19 "'If a woman has a discharge, and her discharge in her flesh is blood, she shall be in her impurity seven days: and whoever touches her shall be unclean until the evening.
*Minor differences ignored. Grouped by changes, with first version listed as example.
And if a woman have an issue. Women are now spoken of who suffer under a twofold issue of blood; for with almost all it occurs every month, (whence it is called menses, or menstruation,) and some labor under a constant hemorrhage. He declares both to be unclean; and, after menstruation, a certain period of separation is appointed, during which the law prohibited their cohabitation with men; but, if the blood flowed beyond the usual time, the time of purification is postponed until it ceased. Whence it appears, that in every shameful thing the Jews were reminded of their uncleanness, that thus they might be accustomed to modesty and seek after purity. And this still more clearly appears at the end of the chapter, where it is said, (v. 3l,) "Thus shall ye separate the children of Israel from their uncleanness; that they die not -- when they defile my tabernacle." God, I say, briefly sets forth His intention that He would drive away all profanation far from His people; because he desires sincerity to prevail amongst his worshippers, and cannot bear his tabernacle to be polluted by any stain.
And if a woman have an issue,.... Having finished, as Aben Ezra observes, what was to be said of the male, now the Scripture begins with the female, whose issue, of a different sort, is thus described:
and her issue in her flesh be blood; or, "blood be her issue in her flesh"; not in any part of her, but in that which by an euphemism is so called, in the same sense as the phrase is used of men, Leviticus 15:2; and so it distinguishes it from any flow of blood elsewhere, as a bleeding at the nose, &c.
she shall be put apart seven days; not out of the camp, nor out of the house, but might not go into the house of God:
whosoever toucheth her shall be unclean until the even; the same as one that had touched a man that had an issue, Leviticus 15:7; the pollution of the one reached to the same things as that of the other; and so, in the Misnah (h), they are put together, and the same is ascribed to the touch of the one as of the other; it may be understood of everything as well as of every person.
(h) Zabim, c. 5. sect. 6, 7.
UNCLEANNESS OF WOMEN. (Leviticus 15:19-33)
if a woman have an issue--Though this, like the leprosy, might be a natural affection, it was anciently considered contagious and entailed a ceremonial defilement which typified a moral impurity. This ceremonial defilement had to be removed by an appointed method of ceremonial expiation, and the neglect of it subjected any one to the guilt of defiling the tabernacle, and to death as the penalty of profane temerity.
The menses of a woman. - "If a woman have an issue, (if) blood is her issue in her flesh, she shall be seven days in her uncleanness." As the discharge does not last as a rule more than four or five days, the period of seven days was fixed on account of the significance of the number seven. In this condition she rendered every one who touched her unclean (Leviticus 15:19), everything upon which she lay or sat (Leviticus 15:20), every one who touched her bed or whatever she sat upon (Leviticus 15:21, Leviticus 15:22), also any one who touched the blood upon her bed or seat (Leviticus 15:23, where הוּא and בּו are to be referred to דּם); and they remained unclean till the evening, when they had to wash their clothes and bathe themselves.
And if a woman - Hebrews. And a woman when she shall have an issue of blood, and her issue shalt be in her flesh, that is, in her secret parts, as flesh is taken, Leviticus 15:2. So it notes her monthly disease. Put apart - Not out of the camp, but from converse with her husband and others, and from access to the house of God. Seven days - For sometimes it continues so long; and it was decent to allow some time for purification after the ceasing of her issue. Whosoever toucheth her - Of grown persons. For the infant, to whom in that case she might give suck, was exempted from this pollution by the greater law of necessity, and by that antecedent law which required women to give suck to their own children.
*More commentary available at chapter level.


◆ **WHAT YOU WILL DO**
Pick out and copy every line below that has the word "bounding".
SOURCE INFORMATION Start Marker
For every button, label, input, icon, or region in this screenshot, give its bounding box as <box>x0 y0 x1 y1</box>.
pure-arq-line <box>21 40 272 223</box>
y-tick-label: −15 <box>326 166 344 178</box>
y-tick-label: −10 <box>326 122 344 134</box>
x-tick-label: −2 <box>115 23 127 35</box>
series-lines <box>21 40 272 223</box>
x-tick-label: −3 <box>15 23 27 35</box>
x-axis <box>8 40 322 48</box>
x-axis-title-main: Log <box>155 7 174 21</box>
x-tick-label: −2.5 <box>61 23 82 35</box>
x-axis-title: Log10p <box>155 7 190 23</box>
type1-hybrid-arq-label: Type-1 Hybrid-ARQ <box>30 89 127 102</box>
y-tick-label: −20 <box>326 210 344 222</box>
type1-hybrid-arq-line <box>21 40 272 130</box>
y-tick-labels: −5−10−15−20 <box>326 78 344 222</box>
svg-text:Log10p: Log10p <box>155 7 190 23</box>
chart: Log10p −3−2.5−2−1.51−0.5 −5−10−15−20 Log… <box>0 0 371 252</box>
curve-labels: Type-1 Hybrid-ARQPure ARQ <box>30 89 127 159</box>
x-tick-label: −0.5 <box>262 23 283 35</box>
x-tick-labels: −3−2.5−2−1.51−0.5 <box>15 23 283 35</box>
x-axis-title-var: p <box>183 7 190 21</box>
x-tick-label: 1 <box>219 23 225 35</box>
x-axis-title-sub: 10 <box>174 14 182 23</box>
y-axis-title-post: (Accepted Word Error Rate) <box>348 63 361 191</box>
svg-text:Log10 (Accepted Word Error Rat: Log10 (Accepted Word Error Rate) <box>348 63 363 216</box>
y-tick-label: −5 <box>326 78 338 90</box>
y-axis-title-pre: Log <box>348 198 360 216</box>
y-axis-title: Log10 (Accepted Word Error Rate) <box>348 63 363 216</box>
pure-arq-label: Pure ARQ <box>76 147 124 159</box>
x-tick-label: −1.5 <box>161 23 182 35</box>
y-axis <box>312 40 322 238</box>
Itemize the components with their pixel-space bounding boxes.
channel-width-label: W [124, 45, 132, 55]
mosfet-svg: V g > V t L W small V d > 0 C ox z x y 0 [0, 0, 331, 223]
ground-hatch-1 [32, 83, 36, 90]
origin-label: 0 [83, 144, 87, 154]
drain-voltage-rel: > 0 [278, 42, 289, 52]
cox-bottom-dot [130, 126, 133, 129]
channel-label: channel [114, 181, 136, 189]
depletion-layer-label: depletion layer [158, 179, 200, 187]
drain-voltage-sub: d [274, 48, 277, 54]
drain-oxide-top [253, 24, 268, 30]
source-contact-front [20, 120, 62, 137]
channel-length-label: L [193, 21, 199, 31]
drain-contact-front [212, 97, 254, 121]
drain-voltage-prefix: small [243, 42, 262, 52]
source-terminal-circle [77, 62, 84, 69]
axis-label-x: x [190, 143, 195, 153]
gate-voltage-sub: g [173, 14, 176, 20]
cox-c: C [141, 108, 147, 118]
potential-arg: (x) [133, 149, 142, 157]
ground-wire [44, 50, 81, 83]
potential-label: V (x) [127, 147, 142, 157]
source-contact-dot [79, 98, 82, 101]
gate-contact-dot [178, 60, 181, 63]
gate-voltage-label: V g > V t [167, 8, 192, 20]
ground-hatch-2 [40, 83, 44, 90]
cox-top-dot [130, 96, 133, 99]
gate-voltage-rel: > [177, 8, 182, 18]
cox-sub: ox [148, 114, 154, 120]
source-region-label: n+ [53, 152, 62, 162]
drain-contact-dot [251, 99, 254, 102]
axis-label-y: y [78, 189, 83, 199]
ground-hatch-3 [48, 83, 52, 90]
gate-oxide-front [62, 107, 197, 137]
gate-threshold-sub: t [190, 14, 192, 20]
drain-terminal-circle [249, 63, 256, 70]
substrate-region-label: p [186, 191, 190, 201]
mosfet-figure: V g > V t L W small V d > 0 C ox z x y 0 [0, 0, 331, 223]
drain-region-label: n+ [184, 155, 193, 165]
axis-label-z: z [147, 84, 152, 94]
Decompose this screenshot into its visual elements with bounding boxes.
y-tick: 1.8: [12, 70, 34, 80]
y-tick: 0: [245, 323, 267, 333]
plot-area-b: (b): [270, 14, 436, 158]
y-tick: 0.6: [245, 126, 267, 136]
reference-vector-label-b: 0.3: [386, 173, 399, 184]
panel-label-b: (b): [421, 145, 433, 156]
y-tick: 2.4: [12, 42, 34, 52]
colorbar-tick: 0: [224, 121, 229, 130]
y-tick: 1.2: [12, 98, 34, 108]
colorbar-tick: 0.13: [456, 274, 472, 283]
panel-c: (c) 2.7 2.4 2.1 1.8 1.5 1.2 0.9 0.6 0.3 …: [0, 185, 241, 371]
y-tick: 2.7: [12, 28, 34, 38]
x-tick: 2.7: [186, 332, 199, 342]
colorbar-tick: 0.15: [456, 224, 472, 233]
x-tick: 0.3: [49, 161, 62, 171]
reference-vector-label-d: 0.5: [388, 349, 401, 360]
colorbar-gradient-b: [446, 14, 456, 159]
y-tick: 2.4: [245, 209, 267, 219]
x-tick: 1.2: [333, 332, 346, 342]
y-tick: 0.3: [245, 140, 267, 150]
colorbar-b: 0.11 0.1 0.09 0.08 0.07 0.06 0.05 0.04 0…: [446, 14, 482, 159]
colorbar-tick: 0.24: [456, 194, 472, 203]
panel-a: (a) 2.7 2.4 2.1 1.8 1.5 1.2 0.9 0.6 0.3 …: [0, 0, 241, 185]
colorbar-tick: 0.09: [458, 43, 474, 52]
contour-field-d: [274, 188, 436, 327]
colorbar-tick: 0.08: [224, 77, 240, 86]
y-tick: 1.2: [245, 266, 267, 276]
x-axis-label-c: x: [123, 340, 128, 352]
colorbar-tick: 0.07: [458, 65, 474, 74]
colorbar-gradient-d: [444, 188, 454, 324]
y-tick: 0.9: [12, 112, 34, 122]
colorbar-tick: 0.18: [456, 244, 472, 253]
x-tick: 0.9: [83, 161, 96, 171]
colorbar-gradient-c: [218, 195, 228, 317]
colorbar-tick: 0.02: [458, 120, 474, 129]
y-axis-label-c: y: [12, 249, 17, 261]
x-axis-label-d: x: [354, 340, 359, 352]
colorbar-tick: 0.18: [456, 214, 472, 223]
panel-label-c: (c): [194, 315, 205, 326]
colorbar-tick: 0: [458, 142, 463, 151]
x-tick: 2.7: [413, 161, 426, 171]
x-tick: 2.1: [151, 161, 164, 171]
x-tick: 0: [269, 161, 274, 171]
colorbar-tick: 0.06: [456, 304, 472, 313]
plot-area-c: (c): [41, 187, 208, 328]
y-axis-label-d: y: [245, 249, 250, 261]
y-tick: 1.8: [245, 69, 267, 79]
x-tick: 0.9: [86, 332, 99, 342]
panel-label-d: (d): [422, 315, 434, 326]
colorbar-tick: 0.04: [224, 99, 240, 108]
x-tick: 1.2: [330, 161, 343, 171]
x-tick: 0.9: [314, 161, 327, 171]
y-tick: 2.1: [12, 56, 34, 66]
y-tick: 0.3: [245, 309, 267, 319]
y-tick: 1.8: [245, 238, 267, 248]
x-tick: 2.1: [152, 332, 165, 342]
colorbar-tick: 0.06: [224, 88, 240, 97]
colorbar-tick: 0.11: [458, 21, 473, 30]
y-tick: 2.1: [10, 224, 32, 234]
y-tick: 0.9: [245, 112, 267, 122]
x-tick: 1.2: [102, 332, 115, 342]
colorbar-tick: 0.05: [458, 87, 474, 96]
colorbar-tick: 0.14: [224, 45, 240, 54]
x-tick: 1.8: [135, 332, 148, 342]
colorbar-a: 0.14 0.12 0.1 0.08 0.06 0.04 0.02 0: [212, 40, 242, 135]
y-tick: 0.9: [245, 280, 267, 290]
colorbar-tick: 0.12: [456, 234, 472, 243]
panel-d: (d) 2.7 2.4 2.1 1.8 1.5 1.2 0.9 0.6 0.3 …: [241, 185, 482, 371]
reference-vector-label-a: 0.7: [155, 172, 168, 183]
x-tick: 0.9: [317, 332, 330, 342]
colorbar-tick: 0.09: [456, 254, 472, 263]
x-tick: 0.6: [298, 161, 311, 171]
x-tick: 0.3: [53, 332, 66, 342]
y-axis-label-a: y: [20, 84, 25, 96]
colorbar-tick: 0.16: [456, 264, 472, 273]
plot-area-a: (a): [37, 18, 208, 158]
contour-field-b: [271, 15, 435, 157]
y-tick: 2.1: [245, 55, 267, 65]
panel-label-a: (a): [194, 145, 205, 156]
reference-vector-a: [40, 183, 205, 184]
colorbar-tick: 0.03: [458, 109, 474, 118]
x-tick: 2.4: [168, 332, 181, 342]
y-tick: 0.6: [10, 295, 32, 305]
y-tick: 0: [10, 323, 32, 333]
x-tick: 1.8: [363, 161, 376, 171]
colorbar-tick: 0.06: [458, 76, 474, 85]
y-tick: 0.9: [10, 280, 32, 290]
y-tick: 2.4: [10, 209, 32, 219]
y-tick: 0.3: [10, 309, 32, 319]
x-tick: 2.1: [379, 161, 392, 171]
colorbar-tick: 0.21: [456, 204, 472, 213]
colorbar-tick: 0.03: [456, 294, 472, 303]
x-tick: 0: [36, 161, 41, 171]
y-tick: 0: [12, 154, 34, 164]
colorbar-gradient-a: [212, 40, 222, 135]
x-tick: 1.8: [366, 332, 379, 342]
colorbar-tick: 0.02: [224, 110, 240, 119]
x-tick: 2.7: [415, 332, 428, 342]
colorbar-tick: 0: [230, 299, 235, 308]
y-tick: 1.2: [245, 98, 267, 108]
SOURCE INFORMATION End Marker
◆ **ANSWER AREA**
For every button, label, input, icon, or region in this screenshot, give its bounding box as <box>x0 y0 x1 y1</box>.
Itemize the components with their pixel-space bounding boxes.
Decompose this screenshot into its visual elements with bounding boxes.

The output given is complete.